## [WHAT TO PRODUCE]
Beginning with the line where "Describe the element" appears, restate each line word for word until the data ends. Pictures do not go in.
Start of Block
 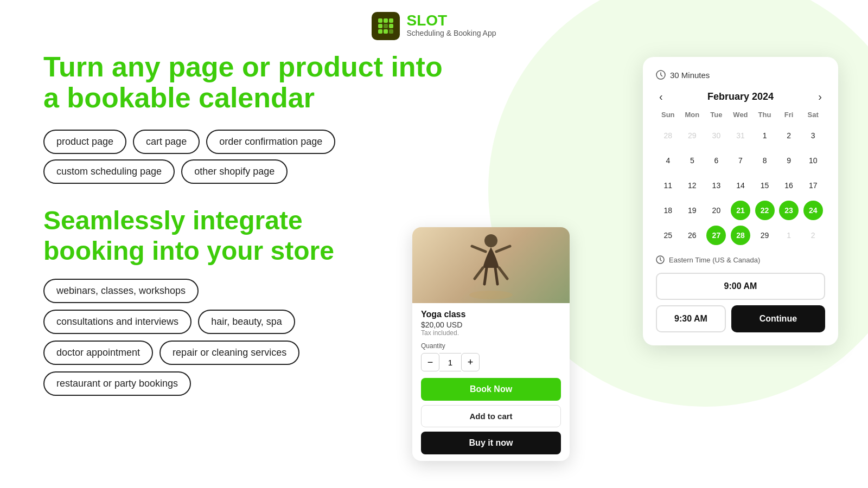 I want to click on calendar-day-cell: 11, so click(x=668, y=185).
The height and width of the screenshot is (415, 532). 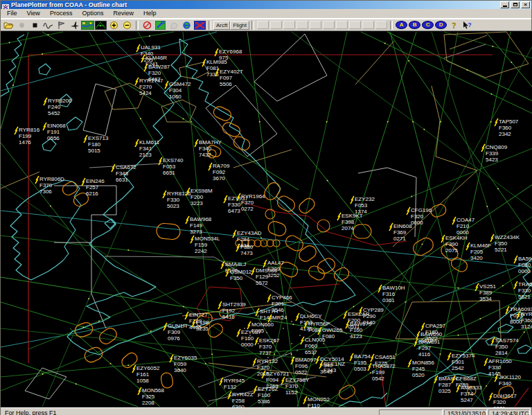 What do you see at coordinates (265, 353) in the screenshot?
I see `aircraft-squawk: 7737` at bounding box center [265, 353].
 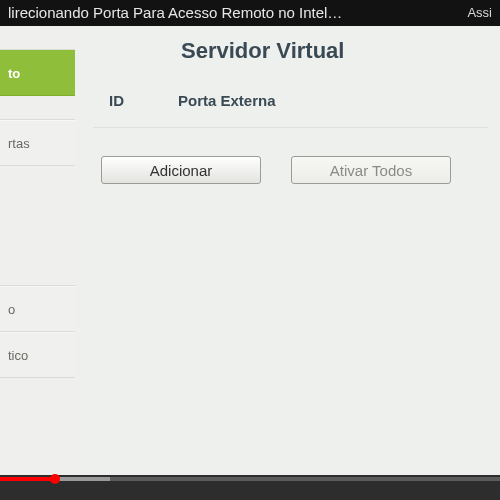 I want to click on table-header: ID Porta Externa, so click(x=290, y=106).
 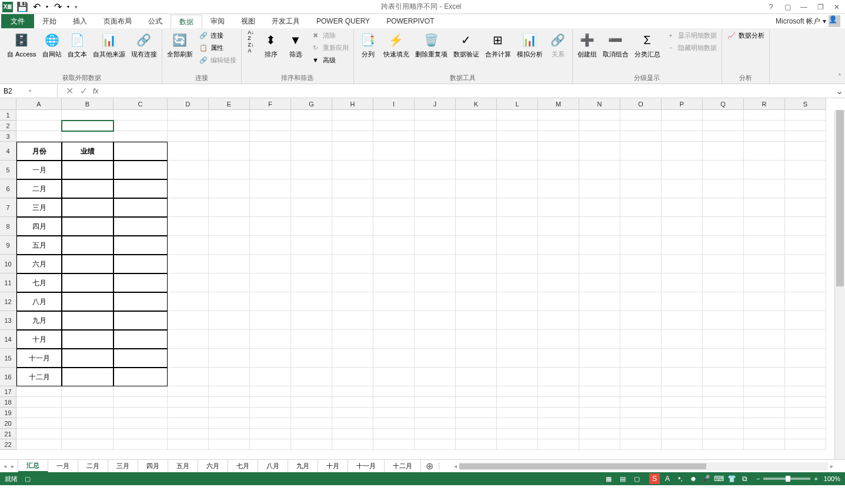 What do you see at coordinates (467, 91) in the screenshot?
I see `formula-input` at bounding box center [467, 91].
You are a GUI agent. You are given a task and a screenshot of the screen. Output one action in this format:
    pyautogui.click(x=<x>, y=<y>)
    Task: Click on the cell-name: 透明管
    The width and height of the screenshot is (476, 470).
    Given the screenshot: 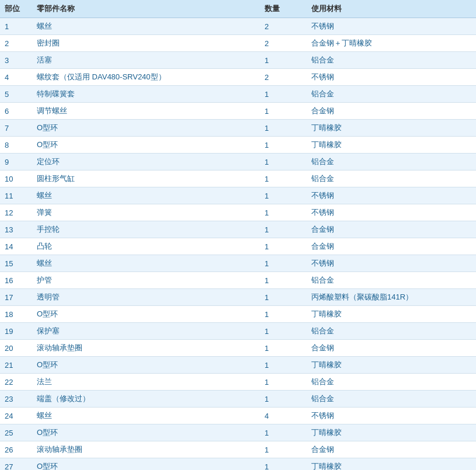 What is the action you would take?
    pyautogui.click(x=146, y=298)
    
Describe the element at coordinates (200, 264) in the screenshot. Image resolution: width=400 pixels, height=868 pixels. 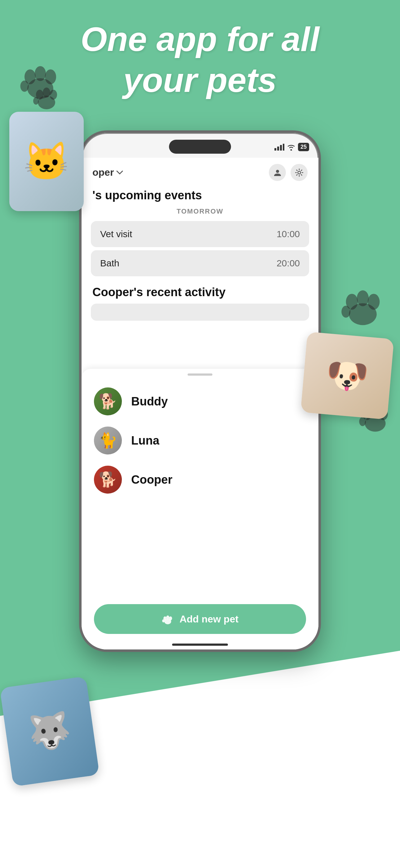
I see `event-card-bath: Bath 20:00` at that location.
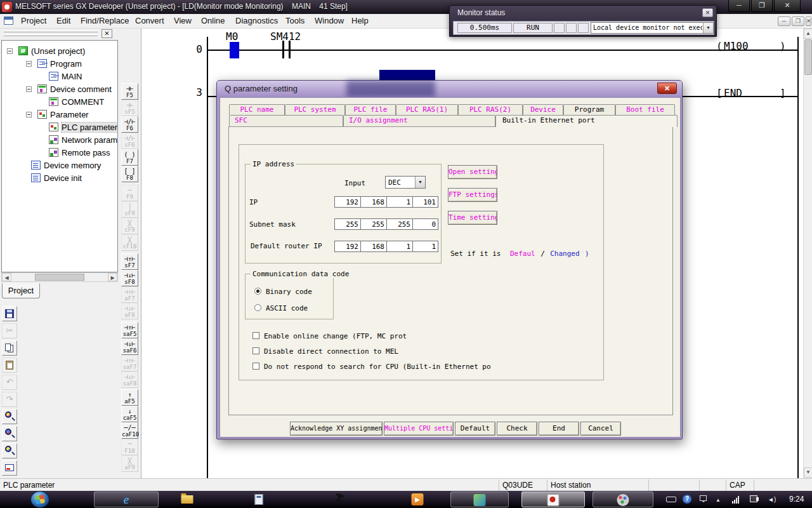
End of Block
## [RESPONSE FOR THIS EXERCISE]
Describe the element at coordinates (200, 264) in the screenshot. Image resolution: width=400 pixels, height=868 pixels. 
I see `event-card-bath: Bath 20:00` at that location.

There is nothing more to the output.